I have never been fully satisfied with the ports system in a large environment -- It always seems like you need to apply some external management to it in order to make it work well.
My best tips (in order of ascending preference, "worst" solution to "best" solution):
If you're building on each host, don't.
If you must, don't do it over NFS with read-write mounts like you describe: You can usually trust the ports to Do The Right Thing and not stomp on the ports tree if you provide alternate work directories, but it's always better to be safe than sorry: Run a local CVS/csup mirror and csup all your hosts from that box, then build locally as you would if they were individual machines.
Yes, I know this means having more disk space on the hosts and an extra step. It's also almost guaranteed to be problem-free.
Caveat: You probably want to sync the package configuration files (rsync or similar) from a designated "configuration host" to ensure consistency on each machine (you can even rsync the whole ports tree if you want, rather than using csup on each node).
Use a Build Host, create packages, and install those.
A much better solution than building on each individual machine: Use a build host to create packages, and point your tools at those packages.
This means keeping a build host around for every architecture you run (or cross-compiling), but it's ultimately nicer for your target machines (no large compile jobs, a guarantee of consistency)
Use a configuration/system management tool.
This is the solution I wound up with -- I build a standard server image and deploy it around my environment using radmind
. You can do similar things with Puppet or Chef. This has all the advantages of using a build host (consistency, less load on the individual servers), and adds the benefit of configuration management.
Caveat: This only works really well if your machines are "identical" -- That is you can install the same set of ports on all of them. It can work if you have varying sets of ports, but that substantially increases the administrative overhead.
Disclaimer: I'm the port maintainer for sysutils/radmind
. Yeah, I like it that much that I adopted it.

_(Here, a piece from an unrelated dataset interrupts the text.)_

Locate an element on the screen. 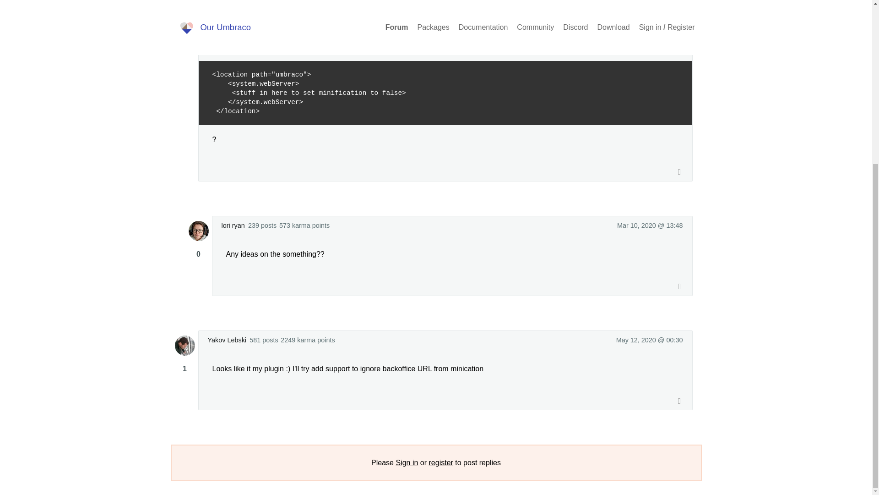  Yakov Lebski is located at coordinates (227, 340).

All of this is based on my experience managing various-sized FreeBSD environments (ranging from 1-2 machines to over 100). Configuration/System Management tools that push and maintain a standardized image are really the best way to handle this in my experience.
For what you're describing, "jail migration" is almost certainly the Wrong Solution -- you really want to apply DDoS protection across your whole network, not just a specific host/set of IPs.
More generally, as I said in my comment, Jails don't "migrate" in the way you're describing. Some folks have done creative things with geom_mirror
and ggated
, but this is more failover than at-will migration, and I would describe the process as "cumbersome" at best.
Live migrations of running virtual machines (either at-will or automatic for resource balancing) is really better left to true hypervisor systems like VMWare and Hyper-V (Linux KVM may be getting there, and one day it might be a project that the FreeBSD Jail folks take on, but Jails are really designed to be process/system isolation -- a chroot on steroids -- rather than a VM you can pick up and move from host to host. Migration is one of those things that takes a lot of programming effort).
Some things I know you can't do are use a "wildcard IP" -- IP addresses are assigned to both the underlying host system and the jail, so migrating requires you to move the IP addresses around. You could use DNS to make the switchover (running both a protected and unprotected copy of the jail and using techniques similar to those in the link I described), but that's guaranteed to have some crossover time (at least the TTL of the record), and is basically asking you to double your hardware & IP space commitment -- probably not feasible unless you charge a lot more for the privilege of having this service (and if you're going to do that and can only give DDoS protection to a portion of your infrastructure you may as well just charge people a lot more to be on the DDoS-protected systems full-time -- it's a much smaller administrative headache).
Best Answer
The best idea - don't build packages in jail.